Airbnb Hosts Aren’t Allowed to be Offline

I put my house on Airbnb a few months ago. I’ve stated in my rules that the house is a self check in house and I have stated the codes to enter the house, as well as, of course, the name of the street and also the number of the door. I’ve called my house “Beach&bike”, because I have two bikes and the house is near the beach. My house is located in a small plaza with eight other houses. It sits on top of a hill and it has a bike nailed to the upper floor.

My first guest was unable to find the house, and canceled the reservation, with Airbnb’s permission, and no refund. As if I’m obliged to be the guests GPS. I could go on for hours criticizing Airbnb for trying to enslave hosts. For instance: you’ve missed a text message at 4:00 AM? You’ll get rated as a person of “slow responses” because you, as a host, are not allowed to sleep.

However, it was what happened next that I found surprising. Airbnb allowed a guest that was never in my house to comment on it.
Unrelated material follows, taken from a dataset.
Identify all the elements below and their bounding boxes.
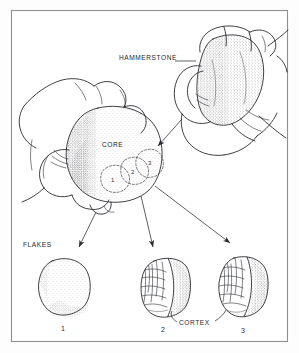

And so, the guest give me one-star ratings for everything. The guest rated the house as very dirty – without ever being inside. The guest commented the house was a “scam”, thus implying that I – the host – am a dishonest person.

I’ve contacted Airbnb several times, explaining that a lie is a lie and that if the guest admittedly was never inside the house then the guest could not comment, at least not on that subject. I’ve told them time and again the house was no scam – as proven by dozens of happy guests. Airbnb cares as much about the truth as Trump.
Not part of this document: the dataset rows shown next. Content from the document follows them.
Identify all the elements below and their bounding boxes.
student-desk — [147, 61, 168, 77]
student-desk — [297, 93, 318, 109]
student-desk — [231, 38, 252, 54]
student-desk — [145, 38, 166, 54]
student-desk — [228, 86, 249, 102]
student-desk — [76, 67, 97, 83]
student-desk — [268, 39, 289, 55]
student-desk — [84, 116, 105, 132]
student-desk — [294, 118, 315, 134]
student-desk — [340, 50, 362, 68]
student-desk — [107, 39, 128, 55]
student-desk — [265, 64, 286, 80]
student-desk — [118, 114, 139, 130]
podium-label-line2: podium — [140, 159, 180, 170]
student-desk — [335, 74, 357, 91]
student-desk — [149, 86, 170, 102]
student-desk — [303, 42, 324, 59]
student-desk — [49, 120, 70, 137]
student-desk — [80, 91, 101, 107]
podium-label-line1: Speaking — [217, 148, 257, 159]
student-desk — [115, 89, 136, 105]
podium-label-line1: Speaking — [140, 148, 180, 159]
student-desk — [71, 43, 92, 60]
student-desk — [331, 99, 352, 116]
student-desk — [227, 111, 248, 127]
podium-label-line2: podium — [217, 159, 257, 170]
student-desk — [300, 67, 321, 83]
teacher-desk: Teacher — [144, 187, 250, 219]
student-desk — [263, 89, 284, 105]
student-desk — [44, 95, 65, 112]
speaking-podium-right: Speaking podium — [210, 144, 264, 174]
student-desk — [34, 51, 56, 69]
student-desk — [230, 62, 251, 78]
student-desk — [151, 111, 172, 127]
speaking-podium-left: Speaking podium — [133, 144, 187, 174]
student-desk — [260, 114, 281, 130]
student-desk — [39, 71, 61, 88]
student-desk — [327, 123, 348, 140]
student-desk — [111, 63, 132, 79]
It’s a rule Airbnb has: a person can rate the cleaning of a place without entering it. It’s an Airbnb rule that a person can rate an area as terrible where he was sitting for an hour, and knows nothing about it. It is an Airbnb rule that a person who was not ever your guest and doesn’t know you can commit libel and lie about you, imply that you are dishonest, and leave these comments forever on the Airbnb site for everyone to see.

Why? Airbnb cares only about one thing: earning money. If that includes lying, cheating, and having no respect for morality, so be it. They call themselves a “community”. Don’t be fooled. They are just like Uber, another money-seeking giant trying to squeeze you.
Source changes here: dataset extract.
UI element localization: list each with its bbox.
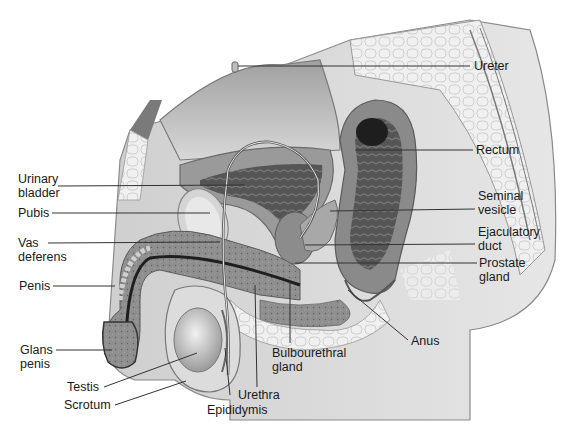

Posted in Airbnb Guest Stories and tagged , , , , , .

7 Comments

  1. You can send guests a google maps link to your listing’s exact map coordinates, so they can find your listing not just by the address. You can only do this after the guest’s booking is confirmed, though.

    You’re in the hospitality business, not the my-rental-takes-care-of-itself business. Yes, you should answer your messages at 4:00am if you want to be a good host. Airbnb doesn’t care about text messages, just platform messages (through their app).

    Unfortunately, an guest that cancels within 24 hours before check-in can leave a review and they won’t take down blatant lies unless it actually violates Airbnb’s terms of service. It’s really stupid.

    Yes, they are a company that only cares about money. Just like every other company in the world. I’m betting you don’t want to list your property with a non-profit organization, though.

    • What rot!
      Yes, you can send a google map link but some will still not use it or have the common sense to ask directions of a local. And why should a host spoon feed a guest when a guest is quite capable of looking up a map themselves? It is our job to provide accommodation, not to take the guest by the hand and look after them every step of their stay.

      Rubbish! Not every hospitality business is open 24/7, only those that charge accordingly and you’re talking 5 star in that case.

      Why wouldn’t anyone want to list with a non-profit organisation? If they bring bookings for reasonable charges, I certainly would not discriminate against them.

      • What is rot is this person calls himself a “host”. He’s nothing more than a landlord.

        Sending a map link is trivial and can be automated even on Airbnb’s crap system. It’s hardly spoon-feeding.

        Every single hotel I’ve stayed at in the last 20 years has had 24/7 support by phone if not in person at the front desk. That’s every thing from Motel 6 to Intercontinentals worldwide. Not even one was a 5-star hotel, either.

        Most non-profit organizations will expect YOU to work for free or a discounted rate. 😉

    • @Brian – even with a google maps link, some people still can’t find a listing and give you bad ratings for at least location and check-in. Can’t win.

  2. Yes, I’ve also had guests publish false reviews. It’s a pity actions for defamation are prohibitively expensive. I wish I was filthy rich or legal process was dirt cheap so I could sue the tits of them.